Safety and Desert Awareness
The same safety principles that apply to wadi walks and desert camping in Saudi Arabia apply to stargazing expeditions. Tell someone your destination and expected return time. Carry at least three litres of water per person per night. Do not venture off-road alone. A portable satellite communicator (Garmin inReach or similar) is strongly recommended if you are going beyond established campsites.
Flash flooding is a real risk in wadi areas during winter, even when the sky above you is clear — a distant storm can send a flash flood down a dry wadi with very little warning. Camp on elevated ground, never in a dry riverbed. Check weather forecasts before departure, particularly in the Hejaz mountain region.

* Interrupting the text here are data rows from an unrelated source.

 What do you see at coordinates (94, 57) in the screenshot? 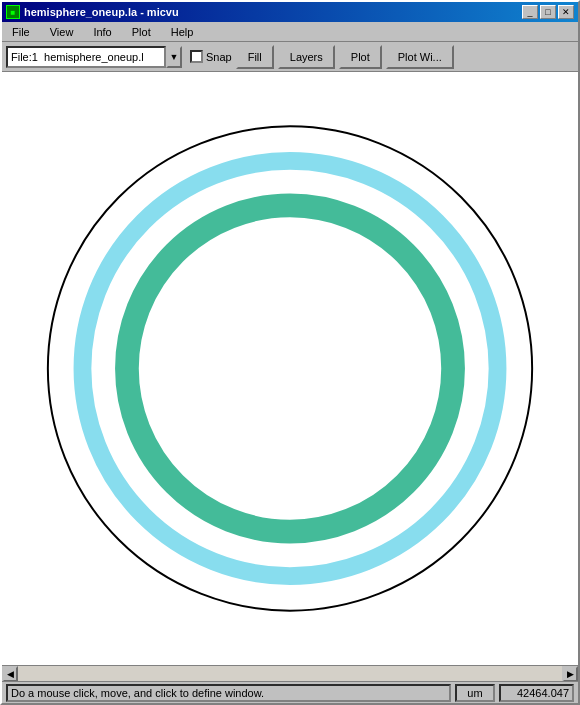
I see `file-selector: ▼` at bounding box center [94, 57].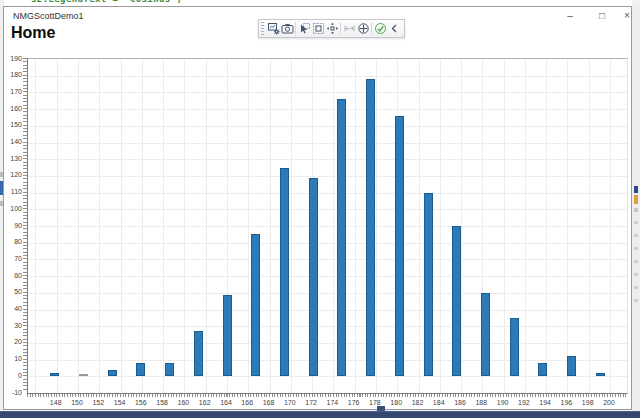 This screenshot has width=640, height=418. What do you see at coordinates (14, 308) in the screenshot?
I see `y-axis-tick-label: 40` at bounding box center [14, 308].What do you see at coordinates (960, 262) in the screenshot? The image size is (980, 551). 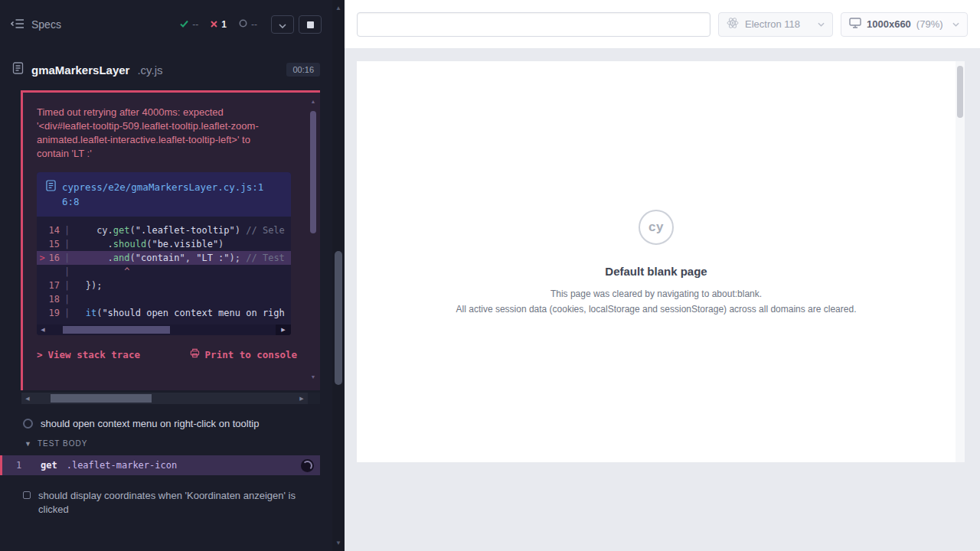 I see `page-vertical-scrollbar` at bounding box center [960, 262].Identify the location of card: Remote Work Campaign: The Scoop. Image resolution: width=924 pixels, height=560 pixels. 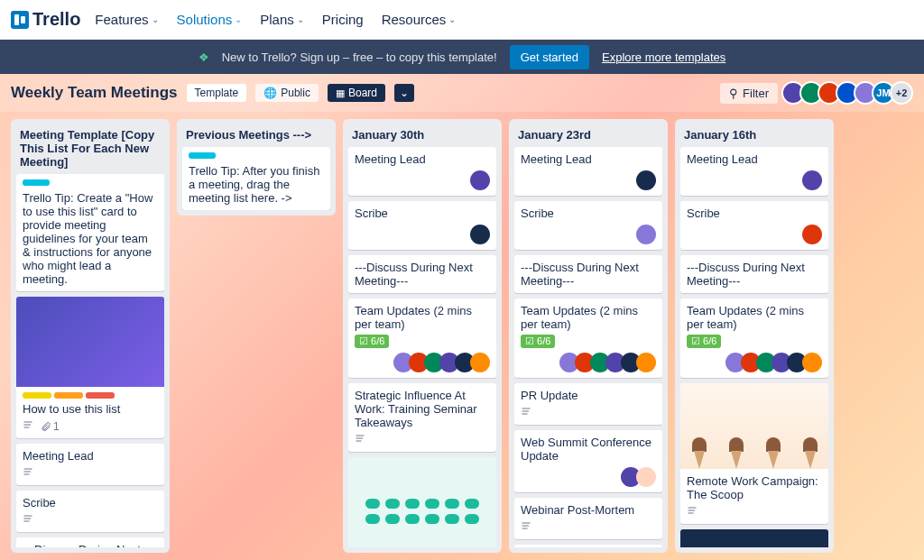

Tip for solo travellers: The organised stargazing programmes run by AlUla’s RCU and the AlNufud Visitor Centre are specifically well-suited to those travelling alone. You get expert interpretation of what you are seeing, purpose-built dark-sky sites, and the security of a guided group — without sacrificing the quality of the sky experience.
The Tradition of Arabian Stargazing
Stargazing in Arabia is not a modern invention. The Bedouin navigated the Empty Quarter by the stars for centuries before GPS, reading the position of Canopus (Suhail in Arabic) to orient south, and tracking the Pleiades (Al-Thurayya) as a calendar marker for planting and rainfall seasons. Arab astronomers of the medieval period gave permanent names to dozens of the stars that Western astronomy still uses today — Aldebaran, Altair, Rigel, Betelgeuse, Deneb — all Arabic words. Looking up at the Saudi night sky, you are standing at the source of much of what we know about the sky above us.
This history gives desert stargazing in the Kingdom a resonance that goes beyond the purely visual. It connects you to a tradition of close observation — of necessity, precision, and wonder — that shaped civilisation here long before the first tourist arrived.